Starfox Zero (WiiU) I really, really wanted to enjoy this game. I really don't like what I've played of it, I can't get to grips with the dual screen mentality of aiming and piloting the ship, the issues I had with it started early on when aiming down and the spider like creatures, it felt so awkward looking down at the game pad while I was crashing into all kinds of things on the main screen. With no visibility of health on the gamepad on the rare occasion I felt comfortable enough to look up at the television screen I realised my ship was all but destroyed. When factoring in end bosses with specific points to target I found all of these overly complicated controls way too overwhelming (and this was level one). It got even more rough when adding the chicken walker type ship, the pacing of levels drops to a standstill at this point and I was scratching around looking for fiddly objectives (which on the two occasions I took to this mode of transport where identical).
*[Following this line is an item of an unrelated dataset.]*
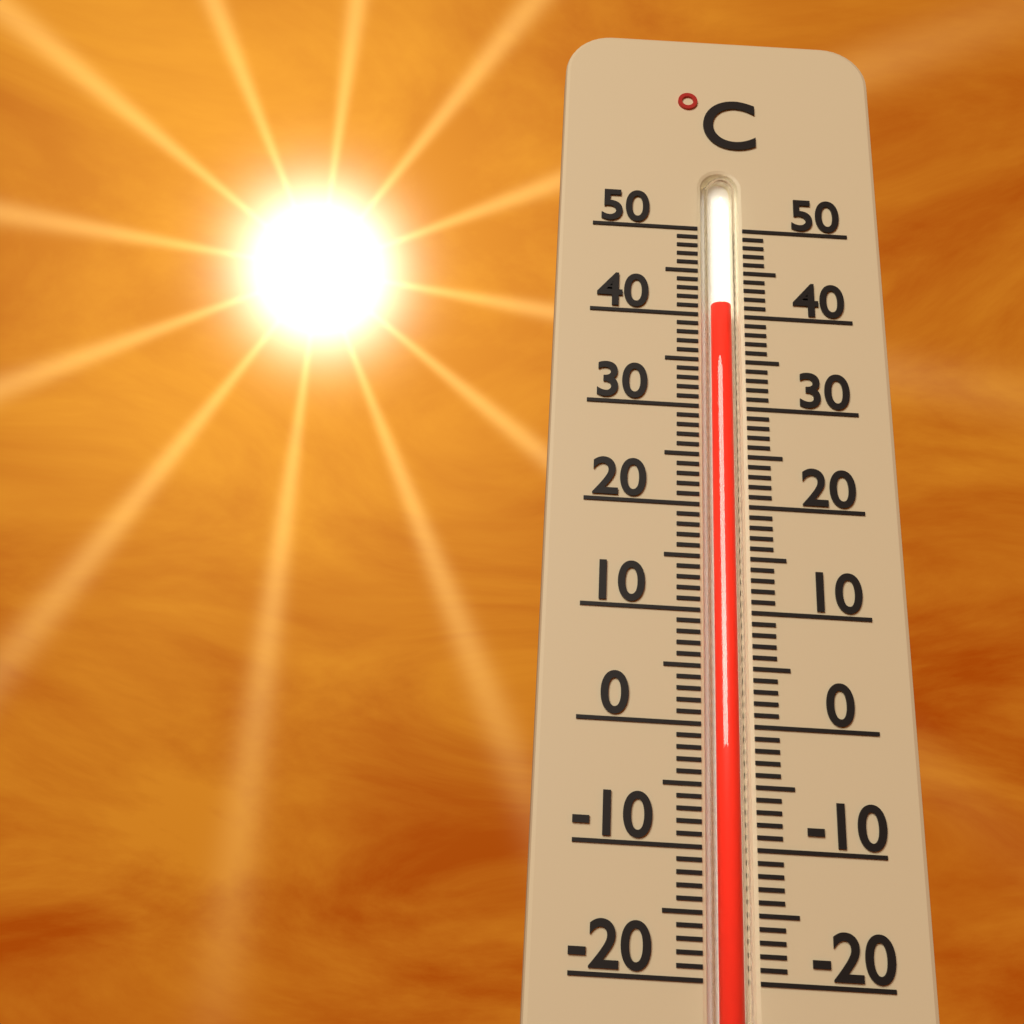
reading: 41 °C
The level I left the game on was a messy affair involving a gyrocopter and a robot hanging off it, which was painfully slow and had the worst application of hacking I've experienced in a video game. I will go back, it was a little more bearable once I'd reduced the application of motion controls, but the issues I had were so much deeper than the two screen features. On the rare occasion it stripped back to just me in a spaceship shooting waves of enemies I had a feeling of nostalgia which wasn't unpleasant. Sadly to even the traditional Arwing combat felt at time sparse, especially the fight against Pigma, I had a feeling of isolation in space which I don't imagine was intentional, searching a sea of darkness for a lone pig in a space ship throwing insults at me. If this was how the game was meant to feel it was a daring take on the genre I guess. To look at it has some nice details and it has some neat throwbacks to the older games. Coming with it is Starfox Guard, which I played a few rounds of, and that was a much more fun experience. I want to play that a lot more than the game it was a bonus to.
Monday, 25 April 2016
Earthbound and Dune 25.04.16
Lovely Planet (PS4) I'd seen and heard a bit about this when it came to PCs last year and so I was really pleased when this popped up on the PlayStation store last week. It's a simple enough game, and FPS platformer where the levels are condensed into 10-20second chunks. Starting off simply, it progresses enemy types from static squares, to static squares which fire to balls which upon landing kill you instantly (which puts a real sense of pressure on playing as soon as you hear the distinct noise of them launching). The game is so quick to jump into then get back into once I inevitably died that it works really well, and as the levels get harder and seemingly more impossible I found myself doing specific routines through the levels, only ever annoyed at my own mistakes. I had a great time with it, the music is the only downside, at first it's chirpy and novel but it's on a short loop and gets repetitive really quickly.